Disgust touched Anne. She had felt the man's spirit, but now his body obstructed her vision. She could think of nothing but those scarred hands, and wide, rather heavy lips caressing the clean daintiness of the girl.

"It makes me sick," she said in a tight, hard tone. "A leader of men, a kind of prophet of the oppressed living like that! It's sickening."

Roger looked at her quickly. "What has his private life to do with it? He is a leader, a prophet."

"It has a lot to do with it. For a moment there, he looked as if he were really seeing visions, clean, high, unselfish ideals. It's a pity he can't see himself and—and that child."

"Rubbish, Anne. She's no child. He probably didn't kidnap her."

"Nor will Hilary Wainwright and those men Tom O'Connell despises kidnap the strike-breakers," Anne went on hotly. "They will come of their own free wills—'the poor, deluded victims, fooled with promises.'"

Roger looked at her helplessly. He wished he had not taken Anne's arm, because now, he could not very well drop it. If he did, Anne would think he was angry. And he was not angry.

They walked on again in silence, until Anne asked with a pecking, personal intrusion into the calm he had captured again in the silence:

"Does Katya Orloff live with some one too?"

"I don't know," Roger answered impatiently. "Really, Anne, I don't know anything about the private lives of any of them."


→ **Task details**
The reply should contain the full listing exactly as written and no pictures at all.

→ **Supplied material**
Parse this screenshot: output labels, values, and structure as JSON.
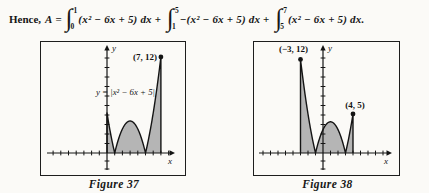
{
  "formula": {
    "hence": "Hence,",
    "variable": "A",
    "equals": "=",
    "integral_sign": "∫",
    "plus": "+",
    "terms": [
      {
        "lower": "0",
        "upper": "1",
        "integrand": "(x² − 6x + 5) dx"
      },
      {
        "lower": "1",
        "upper": "5",
        "integrand": "−(x² − 6x + 5) dx"
      },
      {
        "lower": "5",
        "upper": "7",
        "integrand": "(x² − 6x + 5) dx."
      }
    ]
  },
  "chart_data": [
    {
      "type": "area",
      "title": "Figure 37",
      "function_label": "y = |x² − 6x + 5|",
      "function": {
        "a": 1,
        "b": -6,
        "c": 5,
        "absolute_value": true
      },
      "x_range": [
        0,
        7
      ],
      "roots": [
        1,
        5
      ],
      "local_max": {
        "x": 3,
        "y": 4
      },
      "labeled_points": [
        {
          "x": 7,
          "y": 12,
          "label": "(7, 12)"
        }
      ],
      "xlabel": "x",
      "ylabel": "y",
      "grid": false,
      "shaded": true,
      "shade_color": "#b5b5b5",
      "line_color": "#141414"
    },
    {
      "type": "area",
      "title": "Figure 38",
      "function_label": "",
      "function": {
        "a": 1,
        "b": -2,
        "c": -3,
        "absolute_value": true
      },
      "x_range": [
        -3,
        4
      ],
      "roots": [
        -1,
        3
      ],
      "local_max": {
        "x": 1,
        "y": 4
      },
      "labeled_points": [
        {
          "x": -3,
          "y": 12,
          "label": "(−3, 12)"
        },
        {
          "x": 4,
          "y": 5,
          "label": "(4, 5)"
        }
      ],
      "xlabel": "x",
      "ylabel": "y",
      "grid": false,
      "shaded": true,
      "shade_color": "#b5b5b5",
      "line_color": "#141414"
    }
  ]
}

→ **Response to this exercise**
Parse this screenshot: output labels, values, and structure as JSON.
{
  "formula": {
    "hence": "Hence,",
    "variable": "A",
    "equals": "=",
    "integral_sign": "∫",
    "plus": "+",
    "terms": [
      {
        "lower": "0",
        "upper": "1",
        "integrand": "(x² − 6x + 5) dx"
      },
      {
        "lower": "1",
        "upper": "5",
        "integrand": "−(x² − 6x + 5) dx"
      },
      {
        "lower": "5",
        "upper": "7",
        "integrand": "(x² − 6x + 5) dx."
      }
    ]
  },
  "chart_data": [
    {
      "type": "area",
      "title": "Figure 37",
      "function_label": "y = |x² − 6x + 5|",
      "function": {
        "a": 1,
        "b": -6,
        "c": 5,
        "absolute_value": true
      },
      "x_range": [
        0,
        7
      ],
      "roots": [
        1,
        5
      ],
      "local_max": {
        "x": 3,
        "y": 4
      },
      "labeled_points": [
        {
          "x": 7,
          "y": 12,
          "label": "(7, 12)"
        }
      ],
      "xlabel": "x",
      "ylabel": "y",
      "grid": false,
      "shaded": true,
      "shade_color": "#b5b5b5",
      "line_color": "#141414"
    },
    {
      "type": "area",
      "title": "Figure 38",
      "function_label": "",
      "function": {
        "a": 1,
        "b": -2,
        "c": -3,
        "absolute_value": true
      },
      "x_range": [
        -3,
        4
      ],
      "roots": [
        -1,
        3
      ],
      "local_max": {
        "x": 1,
        "y": 4
      },
      "labeled_points": [
        {
          "x": -3,
          "y": 12,
          "label": "(−3, 12)"
        },
        {
          "x": 4,
          "y": 5,
          "label": "(4, 5)"
        }
      ],
      "xlabel": "x",
      "ylabel": "y",
      "grid": false,
      "shaded": true,
      "shade_color": "#b5b5b5",
      "line_color": "#141414"
    }
  ]
}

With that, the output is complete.